She could hardly find richer territory than the 49th state, known for varied indigenous languages, and in more modern times, as the landing site for immigrants and refugees from around the world. She’d stumbled into a language mother lode.
When languages clash, Stone says, all sorts of things can happen, from one language killing another, to the mixing of those languages, to a whole new language forming altogether.
Certainly in Alaska, as in most colonized places, local languages yielded to the voice of power and authority. Historical education policy dismissed Native languages to the point of near extinction; recent revitalization efforts have helped support and reignite them.
“That’s part of our legacy as a state that we need to acknowledge,” Stone says. More importantly, “We need to think about how we approach language in the educational setting so that does not happen again.”
Village or local “Englishes”
Yet, even in the messiness of clashing languages, Stone sees tremendous vitality.
“English did not just take over Yup’ik,” she said, “but Yup’ik speakers took in English and changed it.”
What she’s talking about are the wide variety of Englishes that have surfaced all over Alaska. “We have tiny little pockets of language speakers and in each of those local communities, a different variety will pop up.” English that sounds like it has grammatical errors may sound that way because it has been influenced by indigenous sentence structure.
I asked for examples. Stone sent me a 1984 “Handbook for Teachers” on Central Yup’ik from the Alaska Native Language Center. Yup’ik-influenced English includes samples like “He wants to go college.” In Yup’ik, the handbook explains, it is legitimate to treat many nouns (like college) as verbs as long as they are accompanied by ‘go.’
This past summer, Stone participated in a culture camp at Pt.
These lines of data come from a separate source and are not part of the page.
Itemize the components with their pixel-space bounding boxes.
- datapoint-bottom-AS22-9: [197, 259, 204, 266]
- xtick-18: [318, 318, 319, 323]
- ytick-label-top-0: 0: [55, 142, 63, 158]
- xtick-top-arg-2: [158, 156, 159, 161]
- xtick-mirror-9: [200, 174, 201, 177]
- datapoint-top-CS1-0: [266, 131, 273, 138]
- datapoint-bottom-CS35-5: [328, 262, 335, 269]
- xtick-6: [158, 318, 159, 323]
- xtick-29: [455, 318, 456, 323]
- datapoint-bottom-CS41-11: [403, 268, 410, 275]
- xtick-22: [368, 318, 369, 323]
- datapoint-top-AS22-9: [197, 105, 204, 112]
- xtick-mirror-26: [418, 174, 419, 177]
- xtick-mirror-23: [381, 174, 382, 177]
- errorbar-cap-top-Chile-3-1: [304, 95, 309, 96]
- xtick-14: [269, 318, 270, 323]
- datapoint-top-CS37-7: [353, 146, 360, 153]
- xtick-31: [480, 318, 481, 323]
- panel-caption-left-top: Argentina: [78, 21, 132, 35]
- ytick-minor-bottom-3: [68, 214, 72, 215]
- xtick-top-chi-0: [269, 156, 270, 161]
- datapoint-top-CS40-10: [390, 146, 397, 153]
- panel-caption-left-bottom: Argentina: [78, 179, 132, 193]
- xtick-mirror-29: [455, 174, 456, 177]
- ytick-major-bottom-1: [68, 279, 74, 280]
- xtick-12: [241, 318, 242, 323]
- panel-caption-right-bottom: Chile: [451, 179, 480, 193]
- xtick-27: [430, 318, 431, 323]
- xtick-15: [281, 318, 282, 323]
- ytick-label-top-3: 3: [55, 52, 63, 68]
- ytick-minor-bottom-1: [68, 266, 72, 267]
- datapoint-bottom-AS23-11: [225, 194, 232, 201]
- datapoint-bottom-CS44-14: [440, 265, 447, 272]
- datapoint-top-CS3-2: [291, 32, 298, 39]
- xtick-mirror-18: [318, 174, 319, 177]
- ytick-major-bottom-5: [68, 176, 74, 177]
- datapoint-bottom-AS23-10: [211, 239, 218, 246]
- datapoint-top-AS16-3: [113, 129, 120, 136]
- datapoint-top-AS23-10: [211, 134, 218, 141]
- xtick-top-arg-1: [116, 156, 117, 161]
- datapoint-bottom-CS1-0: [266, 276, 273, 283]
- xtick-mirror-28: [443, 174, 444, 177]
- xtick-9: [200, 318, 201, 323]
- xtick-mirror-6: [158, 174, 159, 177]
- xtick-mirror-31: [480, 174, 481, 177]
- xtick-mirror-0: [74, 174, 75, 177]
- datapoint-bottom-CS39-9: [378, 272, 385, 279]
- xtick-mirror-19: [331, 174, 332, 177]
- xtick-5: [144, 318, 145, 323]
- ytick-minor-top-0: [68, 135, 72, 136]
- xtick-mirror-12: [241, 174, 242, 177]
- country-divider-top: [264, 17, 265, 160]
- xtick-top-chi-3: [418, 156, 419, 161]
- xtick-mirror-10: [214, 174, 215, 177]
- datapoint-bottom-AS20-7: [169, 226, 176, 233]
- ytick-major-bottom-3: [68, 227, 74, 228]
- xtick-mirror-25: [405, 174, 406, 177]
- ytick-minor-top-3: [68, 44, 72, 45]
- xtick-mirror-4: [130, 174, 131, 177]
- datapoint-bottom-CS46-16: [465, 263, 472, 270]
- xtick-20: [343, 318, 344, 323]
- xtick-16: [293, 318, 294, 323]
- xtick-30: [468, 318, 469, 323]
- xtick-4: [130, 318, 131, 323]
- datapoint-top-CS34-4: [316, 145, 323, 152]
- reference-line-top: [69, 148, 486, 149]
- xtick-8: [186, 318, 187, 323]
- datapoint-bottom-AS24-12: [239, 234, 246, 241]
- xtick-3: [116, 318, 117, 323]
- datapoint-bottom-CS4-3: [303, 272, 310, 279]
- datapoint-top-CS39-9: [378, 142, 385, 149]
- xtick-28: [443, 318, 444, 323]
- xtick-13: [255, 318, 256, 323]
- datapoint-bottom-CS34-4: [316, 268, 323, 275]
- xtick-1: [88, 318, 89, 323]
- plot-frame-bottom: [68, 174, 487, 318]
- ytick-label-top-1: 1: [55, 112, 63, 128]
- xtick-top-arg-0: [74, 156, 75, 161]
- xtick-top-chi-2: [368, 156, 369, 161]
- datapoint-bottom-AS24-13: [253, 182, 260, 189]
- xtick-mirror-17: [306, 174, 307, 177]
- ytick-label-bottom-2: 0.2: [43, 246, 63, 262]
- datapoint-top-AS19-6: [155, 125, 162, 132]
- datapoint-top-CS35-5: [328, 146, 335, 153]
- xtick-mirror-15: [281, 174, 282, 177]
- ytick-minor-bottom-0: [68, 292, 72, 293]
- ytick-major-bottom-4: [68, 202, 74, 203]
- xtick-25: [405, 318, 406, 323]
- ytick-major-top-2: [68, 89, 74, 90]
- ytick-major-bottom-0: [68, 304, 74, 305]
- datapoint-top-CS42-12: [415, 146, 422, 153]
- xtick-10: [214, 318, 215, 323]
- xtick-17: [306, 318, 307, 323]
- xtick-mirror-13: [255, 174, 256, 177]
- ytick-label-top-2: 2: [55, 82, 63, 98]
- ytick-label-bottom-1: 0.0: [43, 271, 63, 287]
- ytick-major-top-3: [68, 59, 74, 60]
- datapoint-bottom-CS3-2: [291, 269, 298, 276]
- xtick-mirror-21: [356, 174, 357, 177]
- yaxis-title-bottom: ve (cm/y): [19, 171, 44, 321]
Lay on the North Slope. Her ears were tuned to the varieties of English used there, and she wasn’t disappointed. One example: When locals communicated on their radios, she noted, “They did all the greetings doubled. So, it was a lilting ‘Good morning, good morning,’ and ‘Good afternoon, good afternoon.’” Also, they often mixed Inupiat words like tuttu (caribou) and aiviq (walrus) into English speech.
Stone’s interest and enthusiasm for language varieties is influenced by the work of Geneva Smitherman, a linguist who studied children’s writing performance on national assessments. She found that students who used common features of African American English, like poetic language, without adding errors like double negatives, outperformed their peers on the test.
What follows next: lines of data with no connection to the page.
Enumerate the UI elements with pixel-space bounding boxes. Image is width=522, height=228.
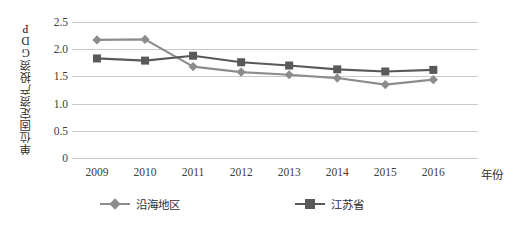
y-axis-tick-label: 1.5 [32, 70, 68, 82]
legend-label: 沿海地区 [136, 196, 180, 212]
series-lines [72, 22, 478, 158]
square-marker [93, 54, 101, 62]
square-marker [189, 52, 197, 60]
diamond-marker [92, 35, 101, 44]
legend-item[interactable]: 沿海地区 [100, 196, 180, 212]
y-axis-tick-label: 2.0 [32, 43, 68, 55]
x-axis-title: 年份 [481, 166, 503, 182]
x-axis-tick-label: 2012 [230, 166, 253, 178]
diamond-marker [188, 62, 197, 71]
y-axis-tick-label: 2.5 [32, 16, 68, 28]
diamond-marker [285, 70, 294, 79]
square-marker [141, 57, 149, 65]
x-axis-tick-label: 2016 [422, 166, 445, 178]
square-marker [285, 62, 293, 70]
diamond-marker [381, 80, 390, 89]
square-marker [333, 65, 341, 73]
y-axis-tick-label: 0.5 [32, 125, 68, 137]
x-axis-tick-label: 2013 [278, 166, 301, 178]
square-marker [305, 199, 315, 209]
diamond-marker [140, 35, 149, 44]
legend-label: 江苏省 [331, 196, 364, 212]
legend-key [295, 198, 325, 210]
y-axis-tick-labels: 00.51.01.52.02.5 [30, 0, 68, 228]
legend-key [100, 198, 130, 210]
x-axis-tick-label: 2010 [134, 166, 157, 178]
x-axis-tick-label: 2015 [374, 166, 397, 178]
diamond-marker [429, 75, 438, 84]
x-axis-tick-label: 2011 [182, 166, 205, 178]
diamond-marker [237, 67, 246, 76]
plot-area [72, 22, 478, 158]
x-axis-tick-label: 2009 [85, 166, 108, 178]
chart-container: 单位固定资产投资GDP 00.51.01.52.02.5 20092010201… [0, 0, 522, 228]
diamond-marker [109, 198, 120, 209]
square-marker [381, 68, 389, 76]
y-axis-tick-label: 0 [32, 152, 68, 164]
legend-item[interactable]: 江苏省 [295, 196, 364, 212]
y-axis-tick-label: 1.0 [32, 98, 68, 110]
chart-legend: 沿海地区江苏省 [0, 196, 522, 218]
diamond-marker [333, 73, 342, 82]
square-marker [237, 58, 245, 66]
square-marker [429, 66, 437, 74]
x-axis-tick-label: 2014 [326, 166, 349, 178]
gridline [72, 158, 478, 159]
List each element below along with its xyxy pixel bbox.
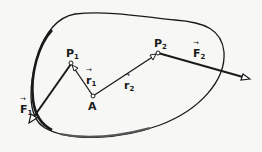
- vector-F1: [33, 64, 71, 118]
- label-r2: r2: [124, 80, 134, 93]
- point-P1-icon: [69, 61, 73, 65]
- label-P2: P2: [154, 38, 167, 51]
- label-P1: P1: [66, 48, 79, 61]
- label-r1: r1: [86, 75, 96, 88]
- r2-arrowhead-icon: [150, 54, 156, 60]
- F2-arrowhead-icon: [241, 74, 250, 80]
- label-F2: F2: [193, 48, 205, 61]
- r1-arrowhead-icon: [72, 65, 78, 71]
- diagram-canvas: [0, 0, 262, 152]
- label-A: A: [88, 101, 97, 112]
- point-P2-icon: [156, 51, 160, 55]
- point-A-icon: [91, 94, 95, 98]
- label-F1: F1: [20, 104, 32, 117]
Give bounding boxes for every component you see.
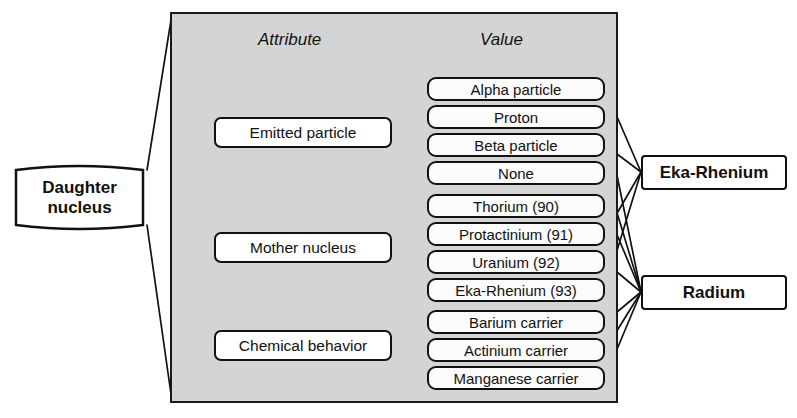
daughter-nucleus-label-line2: nucleus <box>47 198 111 217</box>
daughter-nucleus-label: Daughter nucleus <box>12 161 147 234</box>
value-box-protactinium-91[interactable]: Protactinium (91) <box>427 222 605 246</box>
diagram-canvas: Attribute Value Emitted particle Mother … <box>0 0 797 418</box>
column-header-value: Value <box>480 30 523 50</box>
attribute-box-emitted-particle[interactable]: Emitted particle <box>214 117 392 148</box>
daughter-nucleus-label-line1: Daughter <box>42 178 117 197</box>
column-header-attribute: Attribute <box>258 30 321 50</box>
attribute-box-chemical-behavior[interactable]: Chemical behavior <box>214 330 392 361</box>
value-box-manganese-carrier[interactable]: Manganese carrier <box>427 366 605 390</box>
value-box-none[interactable]: None <box>427 161 605 185</box>
value-box-eka-rhenium-93[interactable]: Eka-Rhenium (93) <box>427 278 605 302</box>
result-box-eka-rhenium[interactable]: Eka-Rhenium <box>641 155 787 190</box>
value-box-thorium-90[interactable]: Thorium (90) <box>427 194 605 218</box>
value-box-uranium-92[interactable]: Uranium (92) <box>427 250 605 274</box>
value-box-beta-particle[interactable]: Beta particle <box>427 133 605 157</box>
value-box-alpha-particle[interactable]: Alpha particle <box>427 77 605 101</box>
value-box-proton[interactable]: Proton <box>427 105 605 129</box>
attribute-box-mother-nucleus[interactable]: Mother nucleus <box>214 232 392 263</box>
value-box-barium-carrier[interactable]: Barium carrier <box>427 310 605 334</box>
source-node-daughter-nucleus[interactable]: Daughter nucleus <box>12 161 147 234</box>
value-box-actinium-carrier[interactable]: Actinium carrier <box>427 338 605 362</box>
result-box-radium[interactable]: Radium <box>641 275 787 310</box>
“One of my questions is, “What does it mean for us as educators if we make the sort of move that Geneva Smitherman did…Hey wait a minute, this is a language born out of a particular culture and set of historical circumstances. Instead of saying it’s wrong, bad, poor, not real English, what if we look at it as a cultural resource that can work to people’s advantage.”
Research initiative
To answer that question, Stone has embarked on a major research effort on language, literacy and technology. Last year, she won an Innovate award, university seed money, to launch the project. In spring, she trained a class of undergraduates in interview techniques and had them partner on nearly 60 interviews with students in freshmen English courses, including those in a college preparatory version.
Participants spoke many different languages, including Tsimshian, Tlingit, Yup’ik, Russian, Yoruba (from Nigeria), Inupiaq, Hmong, Spanish, Ukrainian, Japanese and Thai. The interviewers asked them to describe their experiences in home, school, work and leisure settings, and their access to tools or technologies that influenced their literacy.
The data analysis will take years, but already she’s pieced together the tale of one college freshman who found his way to writing through heavy metal music. The teenager said he wasn’t a great student and never thought of himself as a writer. But in the 10th grade, he and his buddies formed a heavy metal band; his job was to write song lyrics. That, and the writing he did to promote the band and negotiate with performance venues increased his skill dramatically. By the time he got to college, he thought of himself as a writer and his skills were validated in freshman English.
Stone plans at least five academic articles over the next year to explore similar stories from the interviews. She also envisions a book offering a less academic and more broadly interesting discussion of Alaska’s many “Englishes.”
It’s virgin territory, both for village “Englishes” and those shaped by Alaska’s immigrants and refugees. “We know nothing,” she said. “It’s a huge gap in the field.”
NOTE: A version of this story ran in the Anchorage Daily News on Dec. 14, 2013.